OPP Constable Scott Anthony submitted his resignation as a police officer Thursday morning ahead of his sentencing hearing in a Bracebridge, Ont. courtroom.
The 27-year veteran officer pleaded guilty in February 2025 to assault causing bodily harm in the attack on a man who was under investigation for trespassing at a rail yard in MacTier.
Anthony, 52, apologized to the man he brutally assaulted during a violent arrest that was caught on camera just after 3 a.m. on July 10, 2022.

Anthony is represented by Toronto defence lawyers Peter Brauti and Peter Ketcheson. Brauti, read the apology letter to the court on behalf of his client.
“I have come to terms I am no longer mentally fit to serve,” the letter said.
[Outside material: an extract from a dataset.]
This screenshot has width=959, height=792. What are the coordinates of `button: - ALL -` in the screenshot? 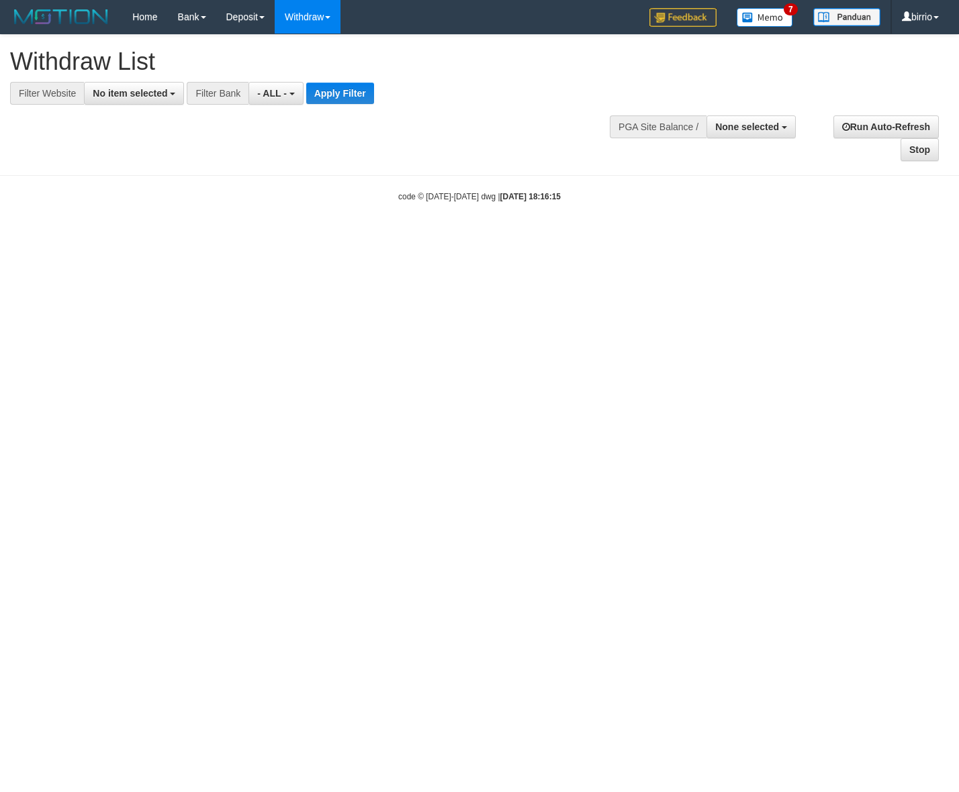 It's located at (275, 93).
Anthony expressed remorse for his actions.
“I made a mistake, a serious mistake,” he said. “I was experiencing traumatic stress.”
The defence explained to the court Anthony feared for his safety on his way to the call, saying he was mistakenly under the impression he faced a serious threat that night from an individual who was hostile and violent toward police.
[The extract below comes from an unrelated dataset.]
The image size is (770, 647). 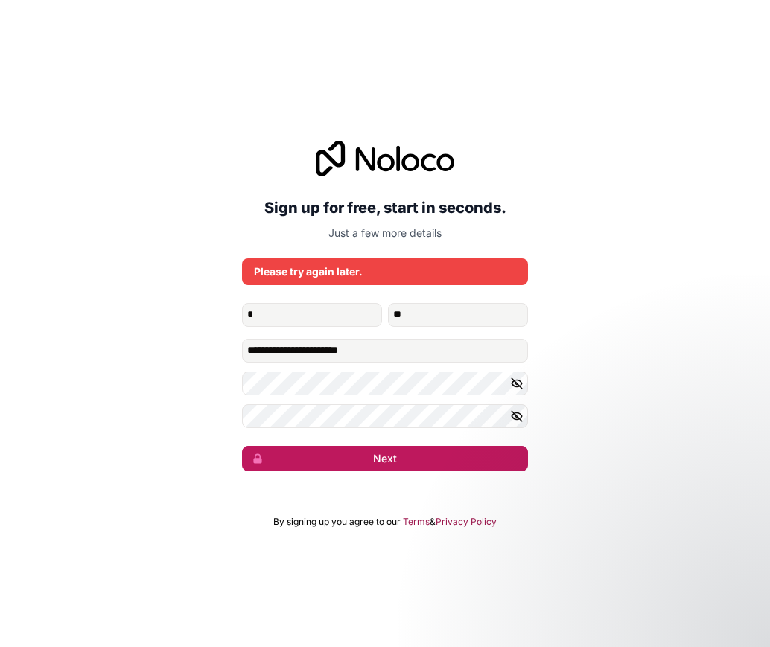 I want to click on input: given-name, so click(x=312, y=315).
“My mind told me my life was in danger and to panic.” Still Anthony called his actions ‘inexcusable’ and ‘deserving of punishment’ for using fists, kicks, knees and weapons.
The Crown Vlatko Karadzic called it a ‘prolonged brutal assault on a defenceless victim’ who was in a state of mental health crisis, vulnerable and posed no threat to police that night.
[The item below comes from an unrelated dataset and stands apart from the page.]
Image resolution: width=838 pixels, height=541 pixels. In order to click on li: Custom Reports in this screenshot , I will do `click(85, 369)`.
The Crown called Anthony’s actions a gross breach of the public’s trust when he beat the man unconscious, then dragged his shirtless handcuffed body on the ground by his feet, before loading him into a police cruiser. The bloodied man was taken to hospital with several injuries to his head, torso, arms, and legs. He was initially charged by police with assault with intent to resist arrest.
However, when security video from the area was brought to the attention of the Special Investigations Unit (SIU), Anthony was subsequently charged with assault causing bodily harm and one count of assault with a weapon following an SIU investigation. He pleaded guilty earlier this year to assault causing bodily harm. Charges against the victim were dropped.
Anthony acknowledged his excessive use of force went against his training. Anthony, the court heard has sought to better himself through intensive therapy by participating in at least 108 weekly sessions. The defence said Anthony is committed to bettering his mental health and was struggling at the time of the assault with personal and professional struggles that included traumatic stress from attended “horrific” crime scenes involving violence.

His victim, who is now 45, described crippling physical and psychological suffering in the three years since the attack. He called his life hell, telling the court he has nightmares and is consumed with paranoia and fear, and consumed by fear, anxiety and depression triggered by what happened to him that night at the hands of a police officer.
The Crown calling the man’s brutal beating and arrest ‘dehumanizing,’ and asked the court to sentence Anthony to actual jail time for a year to 15 months.
The court also heard from the victim’s mother, who described becoming sick when she first watched the video of the beating.
“My son was not an angel,” the victim’s mother conceded. She described seeing her son slipping away from her due to self-harm and abuse of alcohol to mask the pain of the beating.
She said, Anthony’s assault of her son violated the oath he took, swearing to serve and protect the public and told the court of the psychological and emotional damage the assault had on her son and family. She explained her son struggles with paranoia and fears police. She described her son becoming triggered whenever he sees a police vehicle or passes by the scene of the attack.
The woman called Anthony a ‘total disgrace to the uniform’ he wore.
The defence told the court of the pain Anthony continues to endure after having been shamed and embarrassed in the public by the media attention on his case. Brauti asked the court to consider a conditional sentence of house arrest, saying Anthony should not be in to jail with criminals who contributed to the Post Traumatic Stress Disorder that culminated with the assault and arrest in MacTier.
Justice John Olver will sentence Anthony in late August.